[REQUIREMENT]: The answer must be an exact copy of every entry.

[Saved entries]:
※

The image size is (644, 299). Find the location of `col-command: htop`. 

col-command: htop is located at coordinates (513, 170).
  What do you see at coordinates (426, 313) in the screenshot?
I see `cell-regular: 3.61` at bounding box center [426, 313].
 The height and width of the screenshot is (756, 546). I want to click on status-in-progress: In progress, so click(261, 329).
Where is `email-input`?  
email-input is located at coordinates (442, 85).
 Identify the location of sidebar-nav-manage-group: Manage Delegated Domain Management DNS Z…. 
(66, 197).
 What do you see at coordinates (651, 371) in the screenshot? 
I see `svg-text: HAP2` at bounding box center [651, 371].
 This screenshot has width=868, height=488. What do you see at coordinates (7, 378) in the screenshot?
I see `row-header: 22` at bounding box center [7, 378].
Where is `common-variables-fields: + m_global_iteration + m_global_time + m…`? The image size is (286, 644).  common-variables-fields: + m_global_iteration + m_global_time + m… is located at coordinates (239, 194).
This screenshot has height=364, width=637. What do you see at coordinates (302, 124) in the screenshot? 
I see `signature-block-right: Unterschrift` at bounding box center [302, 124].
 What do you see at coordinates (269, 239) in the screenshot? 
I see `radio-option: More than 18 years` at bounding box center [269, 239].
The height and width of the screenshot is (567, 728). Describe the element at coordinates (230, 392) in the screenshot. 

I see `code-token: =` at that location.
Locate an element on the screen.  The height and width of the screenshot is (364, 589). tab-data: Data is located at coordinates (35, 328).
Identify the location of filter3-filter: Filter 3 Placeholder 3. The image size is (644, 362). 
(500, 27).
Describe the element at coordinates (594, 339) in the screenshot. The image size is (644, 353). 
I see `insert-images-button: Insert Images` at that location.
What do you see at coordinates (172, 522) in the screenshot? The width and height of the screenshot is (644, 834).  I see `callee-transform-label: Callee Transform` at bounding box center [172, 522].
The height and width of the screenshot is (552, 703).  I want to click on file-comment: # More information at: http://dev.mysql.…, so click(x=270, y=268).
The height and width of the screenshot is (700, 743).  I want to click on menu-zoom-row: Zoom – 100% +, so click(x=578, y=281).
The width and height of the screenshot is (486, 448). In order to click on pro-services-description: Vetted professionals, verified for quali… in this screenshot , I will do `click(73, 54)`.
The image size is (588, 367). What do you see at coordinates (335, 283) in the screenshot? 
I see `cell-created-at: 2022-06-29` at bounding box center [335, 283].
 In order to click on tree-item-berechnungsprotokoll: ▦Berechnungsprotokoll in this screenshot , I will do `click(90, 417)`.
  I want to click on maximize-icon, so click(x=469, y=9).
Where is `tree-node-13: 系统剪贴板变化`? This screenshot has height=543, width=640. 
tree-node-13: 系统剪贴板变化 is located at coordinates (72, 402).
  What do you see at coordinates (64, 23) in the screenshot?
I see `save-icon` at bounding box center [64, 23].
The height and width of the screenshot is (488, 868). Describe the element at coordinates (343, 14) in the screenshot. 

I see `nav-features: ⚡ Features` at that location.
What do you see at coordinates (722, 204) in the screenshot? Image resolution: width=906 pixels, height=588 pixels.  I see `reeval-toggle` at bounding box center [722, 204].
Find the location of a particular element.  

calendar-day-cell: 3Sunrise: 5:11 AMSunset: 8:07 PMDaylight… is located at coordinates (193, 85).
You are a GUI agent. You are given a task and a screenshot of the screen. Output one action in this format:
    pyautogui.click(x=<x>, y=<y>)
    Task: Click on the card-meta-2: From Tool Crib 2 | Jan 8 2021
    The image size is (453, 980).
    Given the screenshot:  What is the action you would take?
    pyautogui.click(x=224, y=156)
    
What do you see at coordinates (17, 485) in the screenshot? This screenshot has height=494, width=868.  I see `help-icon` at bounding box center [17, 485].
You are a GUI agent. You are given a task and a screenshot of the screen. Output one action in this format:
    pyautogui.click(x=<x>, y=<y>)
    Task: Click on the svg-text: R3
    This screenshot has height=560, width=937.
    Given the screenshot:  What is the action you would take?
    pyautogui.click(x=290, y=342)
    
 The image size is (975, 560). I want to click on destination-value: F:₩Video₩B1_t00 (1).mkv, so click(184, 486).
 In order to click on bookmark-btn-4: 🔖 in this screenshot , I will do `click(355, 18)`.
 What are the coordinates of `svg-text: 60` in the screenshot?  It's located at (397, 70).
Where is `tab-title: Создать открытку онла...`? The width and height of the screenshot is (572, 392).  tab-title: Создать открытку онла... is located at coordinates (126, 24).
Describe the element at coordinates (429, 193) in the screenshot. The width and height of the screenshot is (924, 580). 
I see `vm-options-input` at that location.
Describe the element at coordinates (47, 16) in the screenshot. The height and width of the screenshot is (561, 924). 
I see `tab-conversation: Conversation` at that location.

※

[EXERCISE ANSWER]:
The image size is (644, 299). Find the location of `col-command: htop`. 

col-command: htop is located at coordinates (513, 170).
  What do you see at coordinates (426, 313) in the screenshot?
I see `cell-regular: 3.61` at bounding box center [426, 313].
 The height and width of the screenshot is (756, 546). I want to click on status-in-progress: In progress, so click(261, 329).
Where is `email-input`?  
email-input is located at coordinates (442, 85).
 Identify the location of sidebar-nav-manage-group: Manage Delegated Domain Management DNS Z…. 
(66, 197).
 What do you see at coordinates (651, 371) in the screenshot? 
I see `svg-text: HAP2` at bounding box center [651, 371].
 This screenshot has width=868, height=488. What do you see at coordinates (7, 378) in the screenshot?
I see `row-header: 22` at bounding box center [7, 378].
Where is `common-variables-fields: + m_global_iteration + m_global_time + m…`? The image size is (286, 644).  common-variables-fields: + m_global_iteration + m_global_time + m… is located at coordinates (239, 194).
This screenshot has height=364, width=637. What do you see at coordinates (302, 124) in the screenshot? 
I see `signature-block-right: Unterschrift` at bounding box center [302, 124].
 What do you see at coordinates (269, 239) in the screenshot? 
I see `radio-option: More than 18 years` at bounding box center [269, 239].
The height and width of the screenshot is (567, 728). Describe the element at coordinates (230, 392) in the screenshot. 

I see `code-token: =` at that location.
Locate an element on the screen.  The height and width of the screenshot is (364, 589). tab-data: Data is located at coordinates (35, 328).
Identify the location of filter3-filter: Filter 3 Placeholder 3. The image size is (644, 362). 
(500, 27).
Describe the element at coordinates (594, 339) in the screenshot. The image size is (644, 353). 
I see `insert-images-button: Insert Images` at that location.
What do you see at coordinates (172, 522) in the screenshot? The width and height of the screenshot is (644, 834).  I see `callee-transform-label: Callee Transform` at bounding box center [172, 522].
The height and width of the screenshot is (552, 703).  I want to click on file-comment: # More information at: http://dev.mysql.…, so click(x=270, y=268).
The height and width of the screenshot is (700, 743).  I want to click on menu-zoom-row: Zoom – 100% +, so click(x=578, y=281).
The width and height of the screenshot is (486, 448). In order to click on pro-services-description: Vetted professionals, verified for quali… in this screenshot , I will do `click(73, 54)`.
The image size is (588, 367). What do you see at coordinates (335, 283) in the screenshot? 
I see `cell-created-at: 2022-06-29` at bounding box center [335, 283].
 In order to click on tree-item-berechnungsprotokoll: ▦Berechnungsprotokoll in this screenshot , I will do `click(90, 417)`.
  I want to click on maximize-icon, so click(x=469, y=9).
Where is `tree-node-13: 系统剪贴板变化`? This screenshot has height=543, width=640. 
tree-node-13: 系统剪贴板变化 is located at coordinates (72, 402).
  What do you see at coordinates (64, 23) in the screenshot?
I see `save-icon` at bounding box center [64, 23].
The height and width of the screenshot is (488, 868). Describe the element at coordinates (343, 14) in the screenshot. 

I see `nav-features: ⚡ Features` at that location.
What do you see at coordinates (722, 204) in the screenshot? Image resolution: width=906 pixels, height=588 pixels.  I see `reeval-toggle` at bounding box center [722, 204].
Find the location of a particular element.  

calendar-day-cell: 3Sunrise: 5:11 AMSunset: 8:07 PMDaylight… is located at coordinates (193, 85).
You are a GUI agent. You are given a task and a screenshot of the screen. Output one action in this format:
    pyautogui.click(x=<x>, y=<y>)
    Task: Click on the card-meta-2: From Tool Crib 2 | Jan 8 2021
    The image size is (453, 980).
    Given the screenshot:  What is the action you would take?
    pyautogui.click(x=224, y=156)
    
What do you see at coordinates (17, 485) in the screenshot? This screenshot has height=494, width=868.  I see `help-icon` at bounding box center [17, 485].
You are a GUI agent. You are given a task and a screenshot of the screen. Output one action in this format:
    pyautogui.click(x=<x>, y=<y>)
    Task: Click on the svg-text: R3
    This screenshot has height=560, width=937.
    Given the screenshot:  What is the action you would take?
    pyautogui.click(x=290, y=342)
    
 The image size is (975, 560). I want to click on destination-value: F:₩Video₩B1_t00 (1).mkv, so click(184, 486).
 In order to click on bookmark-btn-4: 🔖 in this screenshot , I will do `click(355, 18)`.
 What are the coordinates of `svg-text: 60` in the screenshot?  It's located at (397, 70).
Where is `tab-title: Создать открытку онла...`? The width and height of the screenshot is (572, 392).  tab-title: Создать открытку онла... is located at coordinates (126, 24).
Describe the element at coordinates (429, 193) in the screenshot. The width and height of the screenshot is (924, 580). 
I see `vm-options-input` at that location.
Describe the element at coordinates (47, 16) in the screenshot. The height and width of the screenshot is (561, 924). 
I see `tab-conversation: Conversation` at that location.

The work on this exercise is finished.